My naturopath wanted me to do the microbiome diet for three months. The book by Raphael Kellman suggested six weeks. I was committed for five and half weeks, until Matt and I went on vacation and then I slowly descended into dairy. Though, I didn’t make my three month goal, the real question is did the microbiome diet help me?
I don’t know the answer. It’s why research on humans is so hard. There are so many variables. As I approached six weeks on the diet, the sun was coming out. We were reaching the longest day of the year. Maybe that made all the difference. My workload is less in summer, maybe that helped.
I always feel better when I eat better, so in a general sense I felt better, but never better enough to give up all that I felt I was restricting. I didn’t sleep any better. My gut felt no better. I lost some weight. I experienced some bowel trouble I didn’t have prior. You wanted to know that, right? My psoriasis did improve, but my gut actually tells me that was due to the sun. I won’t know for sure until winter. It hasn’t gone away completely but there is a huge improvement.
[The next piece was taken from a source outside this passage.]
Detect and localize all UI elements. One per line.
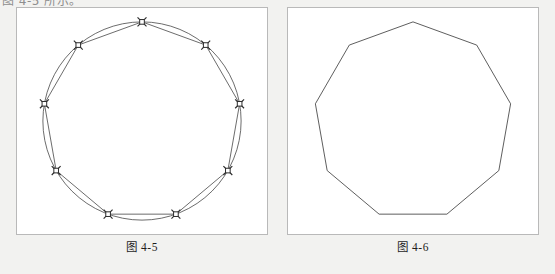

Maybe if I stuck to the diet for three full months it would have disappeared.
The biggest improvement I noticed was that I wasn’t hit has hard by the afternoon slump—that time between 1 and 3pm when you wish you could just go back to bed so instead you seek chocolate, coffee, sugar, any legal pick-me-up. I’d get tired in the afternoon, but feel like I’d make it through totally fine. I didn’t the same cravings I normally do. That was nice. Craving food is actually kind of exhausting.
What I wonder might have helped more than the elimination of foods was the addition of food. I don’t normally have a varied diet. I get in the habit of the same meal repeated week after week. And I would willingly eat pasta for lunch and dinner every day for the rest of my life. When I go out to eat I tend to order the same one or two dishes from any restaurant. The Microbiome Diet forced me to step outside my very limited food box. Plus you are supposed to incorporate more prebiotics (asparagus, radish, sauerkraut). And I’d crave more of what I ate. I’d wake up and want salad greens with my eggs for breakfast. Maybe all the added nutrients made a difference.
It is very hard to stick to a diet or lifestyle when you don’t see immediate benefit. When I gave up gluten I felt better within days. Then there were all sorts of little perks that I noticed over time. My stomach stopped hurting after I ate. My elbows stopped getting rashes. I didn’t get a cold for two years. And my thighs stopped having hot flashes—a really random, annoying sensation that used to happen in my body.
If the Microbiome made a real difference, it was hard to notice. That doesn’t mean I don’t think it can work, didn’t work or that I won’t try it again perhaps for longer next time. It just wasn’t obvious. And it’s a major inconvenience. I’m still doing my best to stick with it Monday through Friday, but the variety I was eating has already diminished. Maybe I’ll just go snack on some sauerkraut now while I’m thinking of it.